Set down, character for character, everything in the records below from the line holding "Identify the location of checkbox-6: ✓." down to the line holding "What do you see at coordinates (155, 56)", and no other line.

PROVIDED DATA: Begin

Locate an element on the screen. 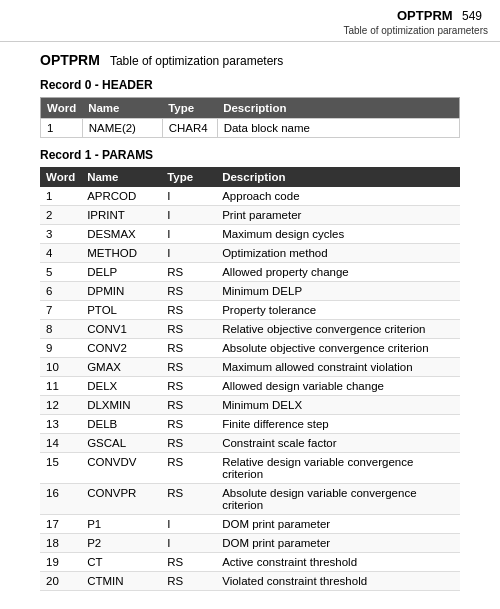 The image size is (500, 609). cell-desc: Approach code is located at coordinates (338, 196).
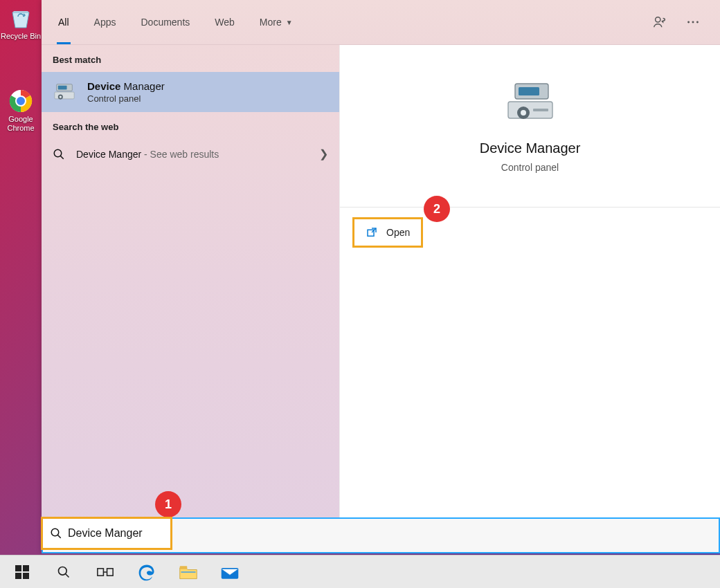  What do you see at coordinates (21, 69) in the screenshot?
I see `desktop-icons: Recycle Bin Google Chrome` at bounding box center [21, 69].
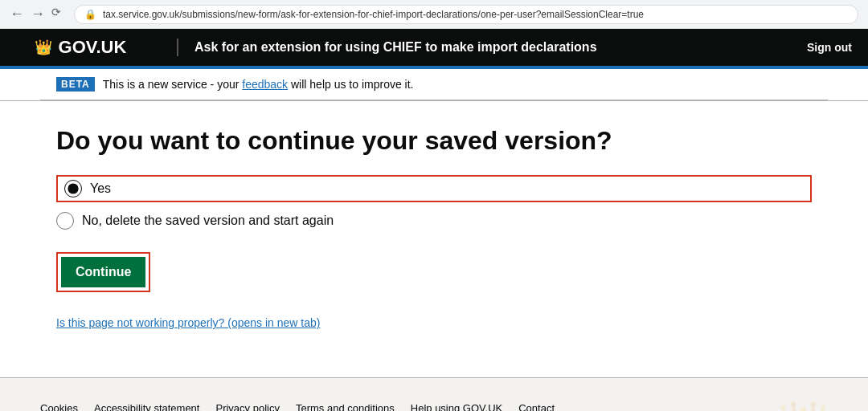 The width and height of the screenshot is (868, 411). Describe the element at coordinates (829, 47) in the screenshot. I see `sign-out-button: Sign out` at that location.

PROVIDED DATA: End
PROVIDED DATA: Begin

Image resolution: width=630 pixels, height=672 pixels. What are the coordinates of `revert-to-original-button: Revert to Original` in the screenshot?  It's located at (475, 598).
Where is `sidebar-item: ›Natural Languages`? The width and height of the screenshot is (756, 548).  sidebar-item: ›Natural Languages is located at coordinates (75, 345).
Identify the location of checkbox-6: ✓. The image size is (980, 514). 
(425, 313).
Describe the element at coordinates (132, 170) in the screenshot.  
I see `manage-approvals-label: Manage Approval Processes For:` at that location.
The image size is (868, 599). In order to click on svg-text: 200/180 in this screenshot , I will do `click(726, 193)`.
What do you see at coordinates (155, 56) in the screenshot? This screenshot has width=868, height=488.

PROVIDED DATA: End
PROVIDED DATA: Begin

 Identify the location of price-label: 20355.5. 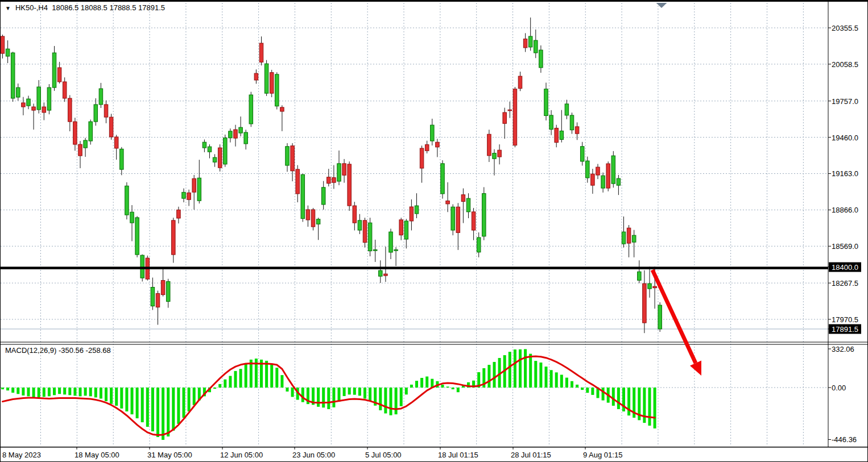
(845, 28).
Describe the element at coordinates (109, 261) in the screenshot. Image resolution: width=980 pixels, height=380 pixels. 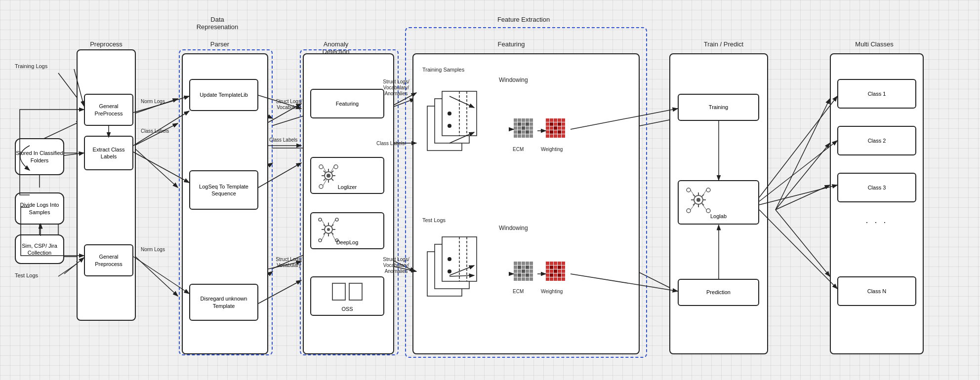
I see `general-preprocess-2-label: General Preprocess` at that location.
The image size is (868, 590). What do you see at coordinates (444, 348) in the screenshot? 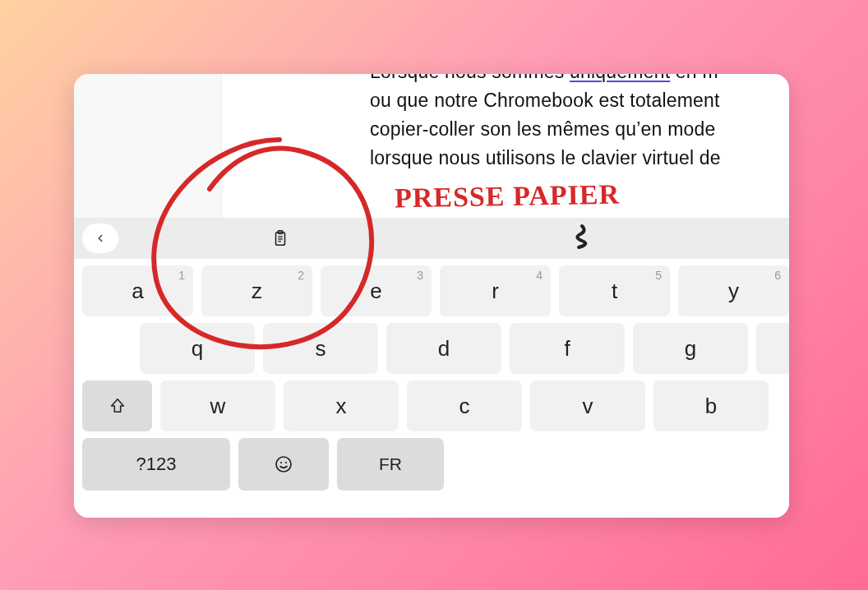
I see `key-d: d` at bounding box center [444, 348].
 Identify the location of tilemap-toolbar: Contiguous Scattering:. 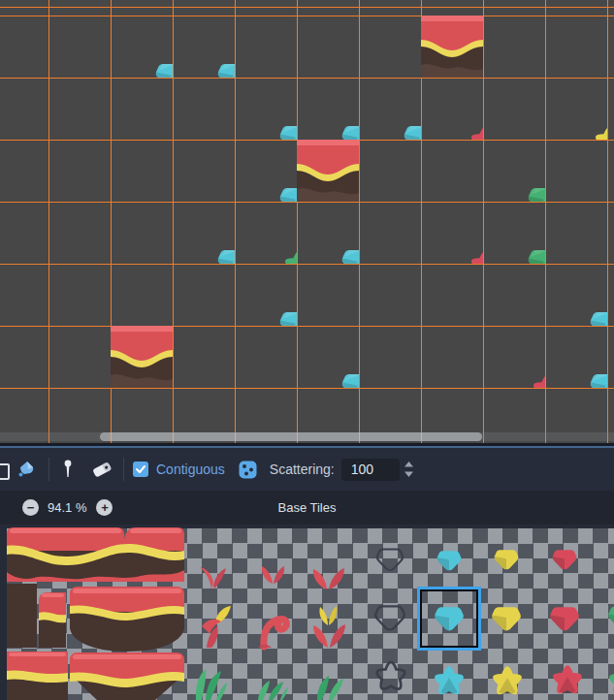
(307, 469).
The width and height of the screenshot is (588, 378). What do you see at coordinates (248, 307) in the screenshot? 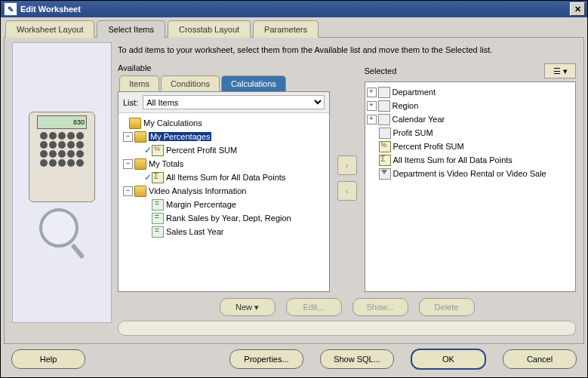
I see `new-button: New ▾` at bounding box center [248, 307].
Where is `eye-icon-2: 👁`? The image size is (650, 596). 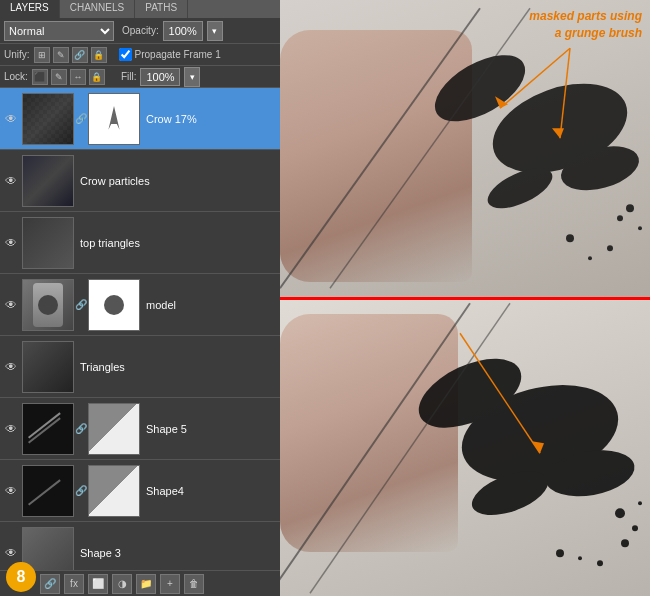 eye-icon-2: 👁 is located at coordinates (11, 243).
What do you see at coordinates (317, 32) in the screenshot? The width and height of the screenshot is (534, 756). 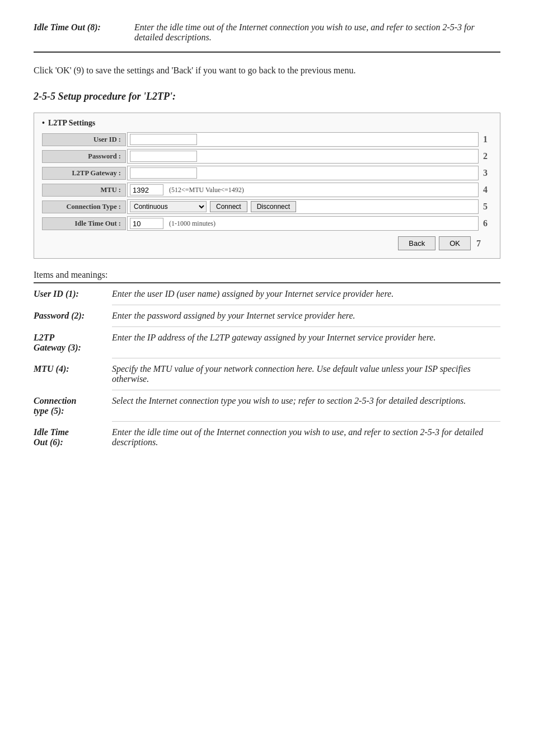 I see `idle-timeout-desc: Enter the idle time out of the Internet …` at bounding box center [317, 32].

PROVIDED DATA: End

• _RESPONSE AREA_:
Identify the location of checkbox-6: ✓. The image size is (980, 514). 
(425, 313).
Describe the element at coordinates (132, 170) in the screenshot.  
I see `manage-approvals-label: Manage Approval Processes For:` at that location.
The image size is (868, 599). In order to click on svg-text: 200/180 in this screenshot , I will do `click(726, 193)`.
What do you see at coordinates (155, 56) in the screenshot? This screenshot has width=868, height=488.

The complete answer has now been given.